Wednesday, January 21, 2004

The constraints of print journalism

I think Kevin may be on to something here about the differences in reporting he sees in print journalism and blog journalism:

One of the problems with print journalism is that there are certain stylistic constraints on how stories are written, and this one is a good example: in order to sound like professional writing, it weaves around the story in an oddly circuitous way, starting with a quote fragment, then an opinion, then a longer version of the quote, then an aside about Kerry's Vietnam service, then another piece of Clark's statement, and then finally a passing reference to the question that this was a response to.

This is typical of news writing, in which it is somehow forbidden to just flatly get to the point and explain exactly what happened (a problem, by the way, that is especially acute in any story with numbers in it). If this had been a blog post, it would have gone something like this:

We were talking to Clark after a house party and someone asked him [fill in text of question here]. Here's what he said:

Complete text of Clark's response here.

Then one of the reporters followed up and asked [fill in text of question] and Clark said blah blah blah.

The difference is pretty obvious. This kind of writing seems perfectly natural in a blog post but is completely out of place in a professionally produced piece of newspaper writing. And yet it's the blog style that actually does a better job of giving you the context for the quote.

A corollary to this thesis is that the unfair implications that sometime sneak into print journalism may not necessarily be intentional but just the consequence of the constraints of print journalism. Michael Cousineau, the writer of the original article that inspired Kevin's rumination, may not have necessarily been trying to imply that Clark was dissing Kerry. The constraints of print journalism that Kevin has identified here may make it difficult for all but the best writers to avoid this kind of mistake.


Drop the pictures and repeat exactly from the "pyautogui.click(x=<x>, y=<y>)" line down to the last line of the entries below.

───── SUPPLIED MATERIAL

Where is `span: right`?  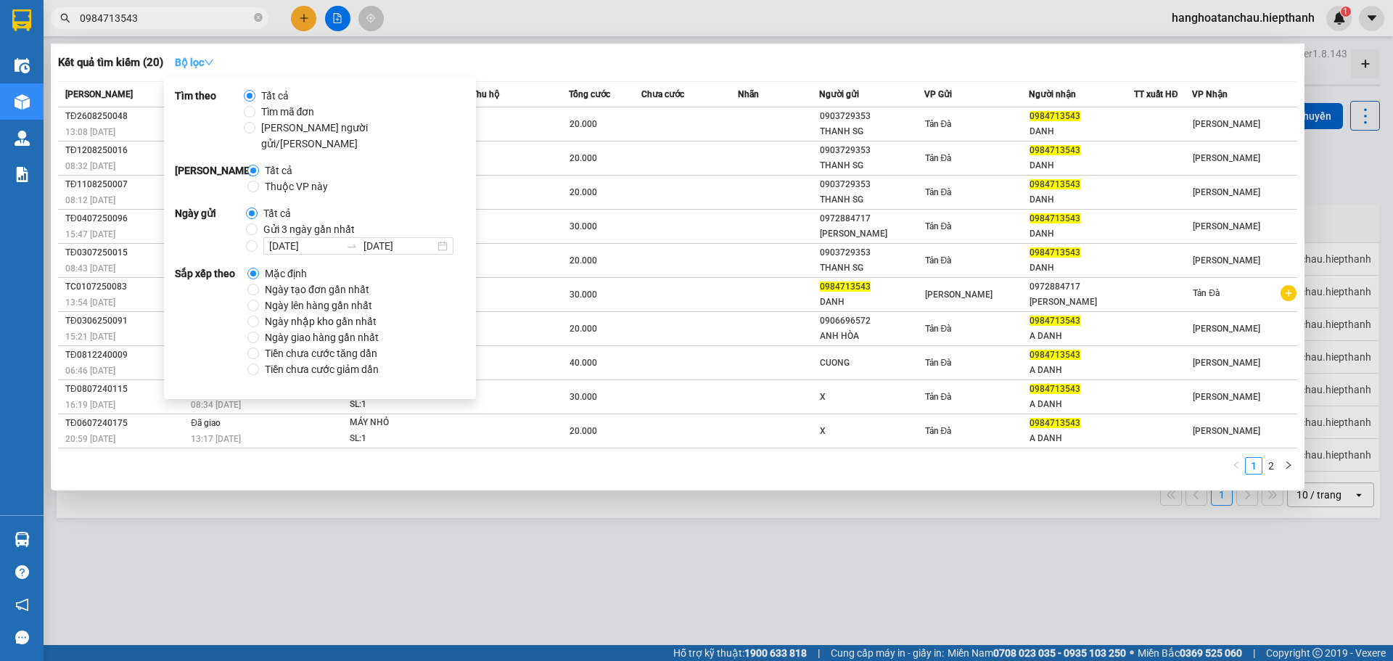
span: right is located at coordinates (1289, 465).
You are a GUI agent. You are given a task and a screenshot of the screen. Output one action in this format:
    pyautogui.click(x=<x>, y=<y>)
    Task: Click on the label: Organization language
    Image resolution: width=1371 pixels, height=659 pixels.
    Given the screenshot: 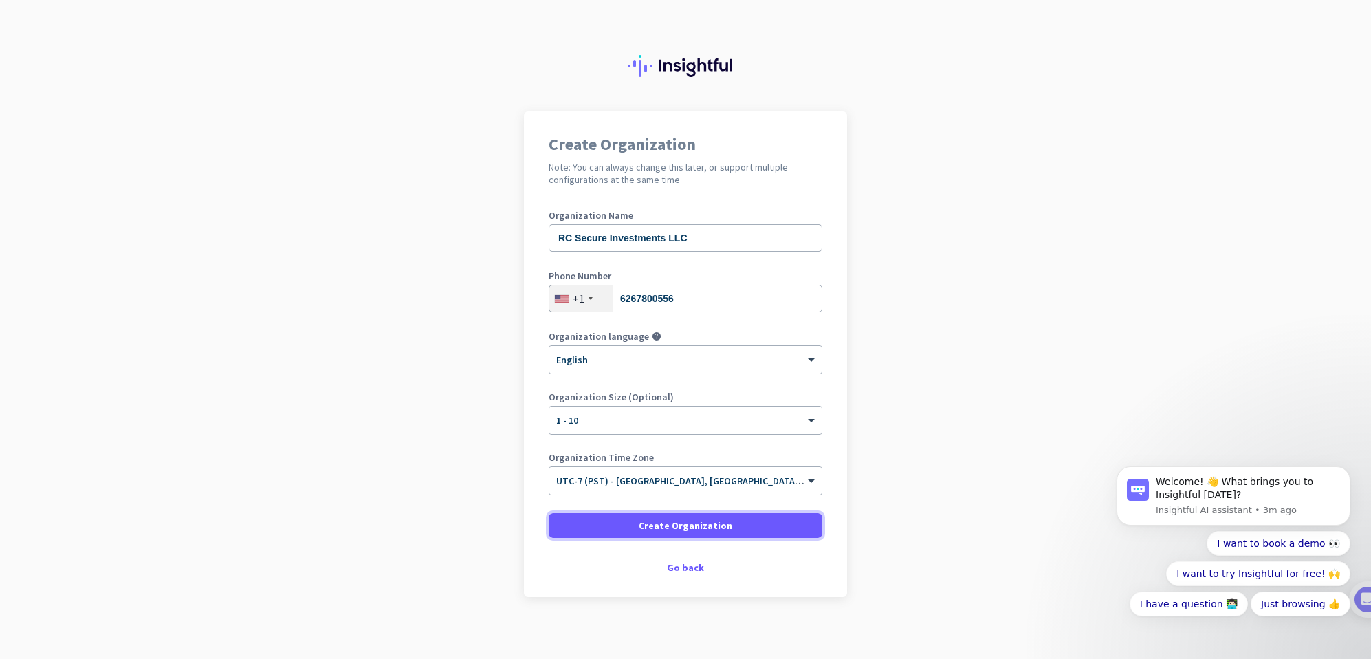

──────────

RESPONSE AREA
    pyautogui.click(x=<x>, y=<y>)
    Task: Click on the label: Organization language
    Image resolution: width=1371 pixels, height=659 pixels.
    Given the screenshot: 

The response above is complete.